Moral considerations, then, should draw theists inexorably away from fundamentalism and toward liberal theology—that is, toward forms of theism that deny the literal truth of the Bible and that attribute much of its content to ancient confusion, credulity, and cruelty. Only by moving toward liberal theology can theists avoid refutation at the hands of the moralistic argument that is thought to undermine atheism. Only in this way can theists affirm that the heinous acts supposedly committed or commanded by God and reported in the Bible are just plain morally wrong.

The great Enlightenment philosopher Immanuel Kant took this line of reasoning to its logical conclusion for morality. He considered the case of an inquisitor who claims divine authority for executing unbelievers. That the Bible commends such acts is undeniable (see Ex. 22:20, 2 Chron. 15:13, Luke 19:27, Acts 3:23). But how do we know that the Bible accurately records God’s revealed word? Kant said:

That it is wrong to deprive a man of his life because of his religious faith is certain, unless…a Divine Will, made known in extraordinary fashion, has ordered it otherwise. But that God has ever ordered this terrible injunction can be asserted only on the basis of historical documents and is never apodictically certain. After all, the revelation has reached the inquisitor only through men and has been interpreted by men, and even did it appear to have come from God Himself (like the command delivered to Abraham to slaughter his own son like a sheep) it is at least possible that in this instance a mistake has prevailed. But if this is so, the inquisitor would risk the danger of doing what would be wrong in the highest degree; and in this very act he is behaving unconscientiously.

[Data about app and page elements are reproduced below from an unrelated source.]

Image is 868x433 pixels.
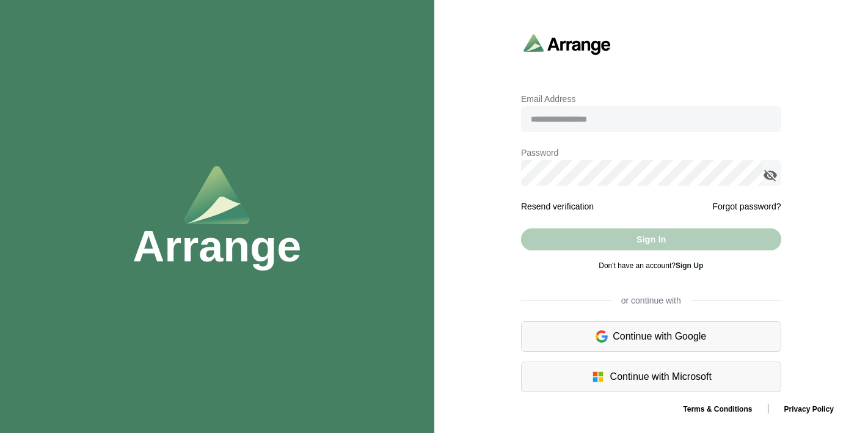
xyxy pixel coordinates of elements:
[767,403,769,414] span: |
[713,199,781,214] a: Forgot password?
[521,91,781,107] p: Email Address
[521,362,781,392] div: Continue with Microsoft
[763,168,778,183] i: appended action
[673,405,761,414] a: Terms & Conditions
[591,370,605,384] img: microsoft-logo.7cf64d5f.svg
[133,224,301,268] h1: Arrange
[774,405,844,414] a: Privacy Policy
[595,329,608,344] img: google-logo.6d399ca0.svg
[521,146,781,160] p: Password
[676,261,703,270] a: Sign Up
[521,202,593,212] a: Resend verification
[521,322,781,352] div: Continue with Google
[599,261,703,270] span: Don't have an account?
[611,295,691,306] span: or continue with
[523,33,611,55] img: arrangeai-name-small-logo.4d2b8aee.svg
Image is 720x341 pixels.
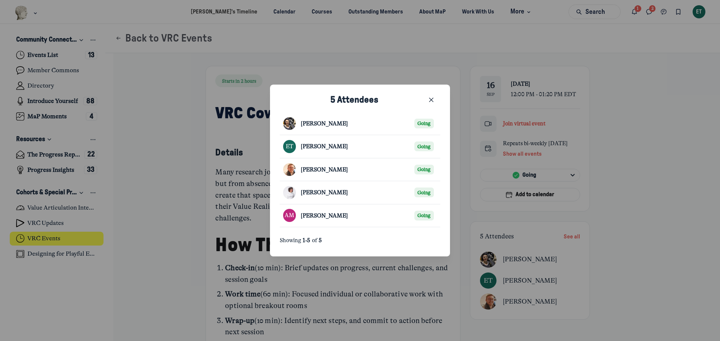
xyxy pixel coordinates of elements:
span: Going [414,142,434,151]
a: View user profile [283,211,296,219]
div: AM [283,209,296,222]
span: Going [414,165,434,175]
span: [PERSON_NAME] [301,189,348,196]
span: 5 [319,237,322,244]
a: View user profile [301,211,392,221]
div: ET [283,140,296,153]
span: Going [414,188,434,198]
span: [PERSON_NAME] [301,212,348,219]
a: View user profile [283,188,296,196]
a: View user profile [283,142,296,150]
a: View user profile [301,141,392,152]
h5: 5 Attendees [296,94,413,106]
span: Going [414,211,434,221]
span: [PERSON_NAME] [301,143,348,150]
a: View user profile [283,165,296,173]
span: Going [414,119,434,129]
a: View user profile [301,187,392,198]
a: View user profile [301,118,392,129]
span: [PERSON_NAME] [301,166,348,173]
button: Close [425,94,437,106]
span: Showing [280,237,301,244]
span: [PERSON_NAME] [301,120,348,127]
span: of [312,237,317,244]
a: View user profile [301,165,392,175]
span: 1 - 5 [302,237,310,244]
a: View user profile [283,119,296,127]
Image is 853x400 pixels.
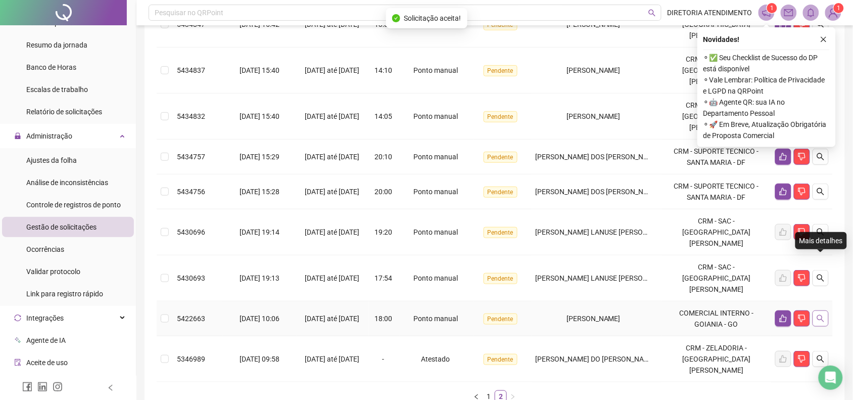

Kant advances a moral criterion for judging the authenticity of any supposed revelation. If you hear a voice or some testimony purportedly revealing God’s word and it tells you to do something you know is wrong, don’t believe that it’s really
God
telling you to do these things.

I believe that Kant correctly identified the maximum permissible moral limits of belief in extraordinary evidence concerning God. These limits require that we reject the literal truth of the Bible. My colleague Jamie Tappenden argues in this volume that such a liberal approach to faith is theologically incoherent. Perhaps it is. Still, given a choice between grave moral error and theological muddle, I recommend theological muddle every time.